Months where demand is naturally low. November through March for summer properties. May through October for winter-only properties.

Pricing approach: 40–55% of peak rates. No minimum stay requirements. Package deals (stay 5, pay 4). Consider offering the property for retreats, corporate events, or long-term stays.

Setting your base rates

Start with your peak season rate and work backwards:

| Tier | Multiplier | Example (€10,000/week peak) | |------|-----------|----------------------------| | Peak | 1.0x | €10,000 | | High | 0.85x | €8,500 | | Mid | 0.65x | €6,500 | | Low | 0.45x | €4,500 |

These are starting points. Adjust based on:

  • Local market data — What comparable properties charge in each season
  • Your fixed costs — The minimum rate that covers operations
  • Historical occupancy — If mid season is always 95% occupied, your rates are too low

Calendar pricing vs. fixed seasons

Fixed seasonal calendars are simpler to manage but miss opportunities. Consider hybrid approaches:

Event-based premiums: Local festivals, sports events, or conferences can create micro-peaks within your mid or even low season. A villa near a major wine festival should price that week at high-season rates regardless of the calendar month.
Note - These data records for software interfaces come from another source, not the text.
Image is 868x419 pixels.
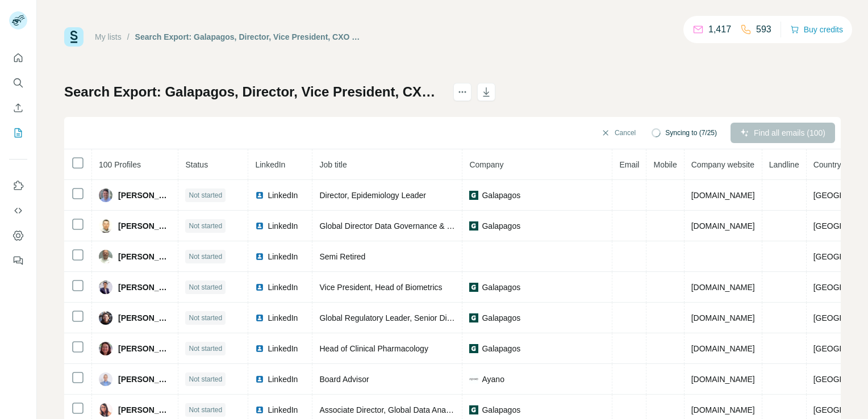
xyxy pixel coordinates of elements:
img: Avatar [99,372,113,386]
span: Head of Clinical Pharmacology [320,344,428,353]
span: [PERSON_NAME] [118,220,171,231]
img: company-logo [469,222,479,230]
img: LinkedIn logo [255,252,264,261]
img: Avatar [99,189,113,202]
button: My lists [9,122,27,143]
span: Galapagos [481,220,520,231]
span: Email [619,160,639,169]
span: LinkedIn [268,220,298,231]
span: LinkedIn [268,373,298,385]
img: LinkedIn logo [255,375,264,383]
img: LinkedIn logo [255,405,264,414]
li: / [127,31,130,42]
span: LinkedIn [268,404,298,415]
img: Surfe Logo [64,27,84,47]
span: LinkedIn [268,282,298,293]
span: Global Director Data Governance & Integrity [320,222,475,230]
button: Dashboard [9,225,27,246]
span: [DOMAIN_NAME] [691,344,755,353]
img: Avatar [99,342,113,355]
span: [DOMAIN_NAME] [691,283,755,292]
span: [DOMAIN_NAME] [691,222,755,230]
img: company-logo [469,344,479,353]
span: [PERSON_NAME] [118,312,171,323]
span: Galapagos [481,343,520,354]
span: Board Advisor [320,375,369,383]
span: Not started [189,252,222,261]
span: Director, Epidemiology Leader [320,191,426,200]
span: LinkedIn [268,312,298,323]
span: Vice President, Head of Biometrics [320,283,442,292]
span: Country [813,160,842,169]
span: Global Regulatory Leader, Senior Director [320,313,467,322]
span: Not started [189,343,222,353]
span: Not started [189,282,222,292]
img: company-logo [469,283,479,292]
img: Avatar [99,250,113,263]
span: Ayano [481,373,504,385]
img: LinkedIn logo [255,344,264,353]
span: LinkedIn [255,160,285,169]
span: Not started [189,221,222,231]
img: Avatar [99,403,113,416]
span: Not started [189,405,222,415]
span: Associate Director, Global Data Analytics & Business Performance Lead [320,405,574,414]
span: Syncing to (7/25) [665,128,717,138]
span: Galapagos [481,190,520,201]
img: Avatar [99,219,113,233]
span: [PERSON_NAME] [118,190,171,201]
span: Company website [691,160,754,169]
span: LinkedIn [268,190,298,201]
a: My lists [95,32,121,41]
p: 593 [756,23,771,37]
span: Galapagos [481,282,520,293]
img: LinkedIn logo [255,222,264,230]
span: Not started [189,374,222,384]
span: [DOMAIN_NAME] [691,375,755,383]
button: Feedback [9,250,27,271]
span: Company [469,160,503,169]
span: [PERSON_NAME] [118,343,171,354]
span: [DOMAIN_NAME] [691,405,755,414]
span: 100 Profiles [99,160,141,169]
img: LinkedIn logo [255,283,264,292]
span: LinkedIn [268,343,298,354]
span: [DOMAIN_NAME] [691,313,755,322]
span: Galapagos [481,404,520,415]
span: Landline [769,160,799,169]
span: Semi Retired [320,252,365,261]
h1: Search Export: Galapagos, Director, Vice President, CXO - [DATE] 11:45 [64,83,443,101]
img: Avatar [99,280,113,294]
button: Use Surfe on LinkedIn [9,176,27,195]
span: [PERSON_NAME] [118,251,171,262]
img: company-logo [469,375,479,383]
img: Avatar [99,311,113,325]
span: [PERSON_NAME] [118,373,171,385]
button: Enrich CSV [9,98,27,118]
span: Status [185,160,208,169]
img: company-logo [469,313,479,322]
button: actions [453,83,471,101]
span: Not started [189,190,222,200]
button: Search [9,72,27,93]
img: LinkedIn logo [255,191,264,200]
button: Quick start [9,48,27,68]
span: Not started [189,313,222,323]
img: company-logo [469,405,479,414]
span: Galapagos [481,312,520,323]
span: [DOMAIN_NAME] [691,191,755,200]
button: Cancel [593,122,643,143]
span: [PERSON_NAME] [118,282,171,293]
span: Mobile [654,160,676,169]
span: [PERSON_NAME] [118,404,171,415]
div: Search Export: Galapagos, Director, Vice President, CXO - [DATE] 11:45 [135,31,361,42]
img: company-logo [469,191,479,200]
span: Job title [320,160,346,169]
img: LinkedIn logo [255,313,264,322]
p: 1,417 [708,23,731,37]
span: LinkedIn [268,251,298,262]
button: Use Surfe API [9,200,27,221]
button: Buy credits [790,22,843,38]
Weather-responsive pricing: If your property has a pool, an unseasonably warm October week is worth more than your standard mid-season rate.

Holiday premiums: Christmas, New Year, Easter, and school half-terms command 10–20% above their standard seasonal rate.

Common pricing mistakes

1. Anchoring too low

Property owners who start with conservative pricing find it difficult to raise rates later. Guests who paid €5,000 last year resist paying €7,000 this year. Start at the higher end and offer early-bird discounts rather than increasing base rates after the fact.

2. Ignoring your cost per vacant night

A vacant night has a real cost: mortgage, maintenance, insurance, and management fees don't pause. Knowing this number helps you make rational decisions about last-minute pricing. If your cost per night is €150, a last-minute booking at €250 is still profitable.

3. Pricing by gut instead of data

Track your booking patterns across at least two full seasons before setting rates. Which weeks book first? Which always have gaps? Let the data inform your tier boundaries.

4. Not differentiating direct vs. OTA pricing

OTAs add their own fees on top of your rates. Your direct booking price should reflect the value of booking without the platform middleman — same rate, more included value.

Revenue impact

A well-structured seasonal pricing model typically increases annual revenue by 15–25% compared to flat pricing, without increasing occupancy. The gain comes from:

  • Capturing full value during peak weeks
  • Reducing vacancy in shoulder seasons through competitive mid-season rates
  • Generating bookings during low season that would otherwise be empty

Pricing is one of the few levers that directly impacts revenue without requiring additional investment. Getting it right takes data, discipline, and a willingness to test.

Talk to us about your property's pricing strategy →

Ready to take control of your bookings?

Alveriano builds direct booking websites for luxury properties.